Ted Kaczynski, populary known as Unabomber dies at 81

Ted Kaczynsk. Image credit: FBI website

Washington/IBNS:  Theodore “Ted” Kaczynski, the Harvard-trained math professor who unleashed a deadly bombing campaign from a shack in rural Montana and became known as the “Unabomber,” has died, media reports said.

He was 81.

Kaczynski was found unresponsive in his cell at the Federal Medical Center in Butner, North Carolina, around 12:25 a.m., Saturday morning, the  Federal Bureau of Prisons said in a statement as quoted by CNN.

“Responding staff immediately initiated life-saving measures,” the bureau said. “Staff requested emergency medical services (EMS) and life-saving efforts continued. Mr. Kaczynski was transported by EMS to a local hospital and subsequently pronounced deceased by hospital personnel.”

Theodore “Ted” Kaczynski came to attention in 1978 with the explosion of his first, primitive homemade bomb at a Chicago university.

“Over the next 17 years, he mailed or hand delivered a series of increasingly sophisticated bombs that killed three Americans and injured nearly two dozen more. Along the way, he sowed fear and panic, even threatening to blow up airliners in flight,” read a statement issued by the FBI.

In 1979, an FBI-led task force that included the ATF and U.S. Postal Inspection Service was formed to investigate the “UNABOM” case, code-named for the UNiversity and Airline BOMbing targets involved.

The task force would grow to more than 150 full-time investigators, analysts, and others.

In search of clues, the team made every possible forensic examination of recovered bomb components and studied the lives of victims in minute detail.

These efforts proved of little use in identifying the bomber, who took pains to leave no forensic evidence, building his bombs essentially from “scrap” materials available almost anywhere.

And the victims, investigators later learned, were chosen randomly from library research.

We felt confident that the Unabomber had been raised in Chicago and later lived in the Salt Lake City and San Francisco areas.

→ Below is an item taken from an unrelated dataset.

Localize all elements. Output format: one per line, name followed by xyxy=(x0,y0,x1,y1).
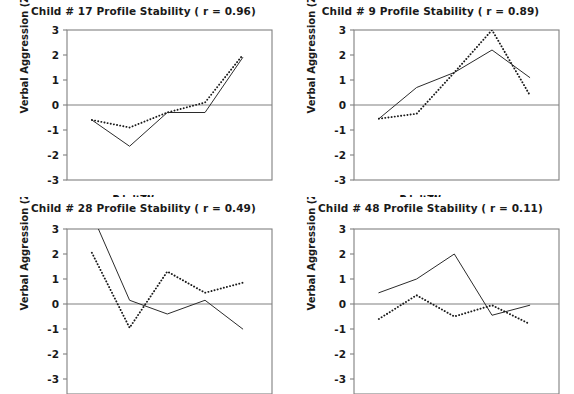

This turned out to be true.

His occupation proved more elusive, with theories ranging from aircraft mechanic to scientist.

Even the gender was not certain: although investigators believed the bomber was most likely male, they also investigated several female suspects.

The big break in the case came in 1995. The Unabomber sent us a 35,000 word essay claiming to explain his motives and views of the ills of modern society. After much debate about the wisdom of “giving in to terrorists,” FBI Director Louis Freeh and Attorney General Janet Reno approved the task force’s recommendation to publish the essay in hopes that a reader could identify the author.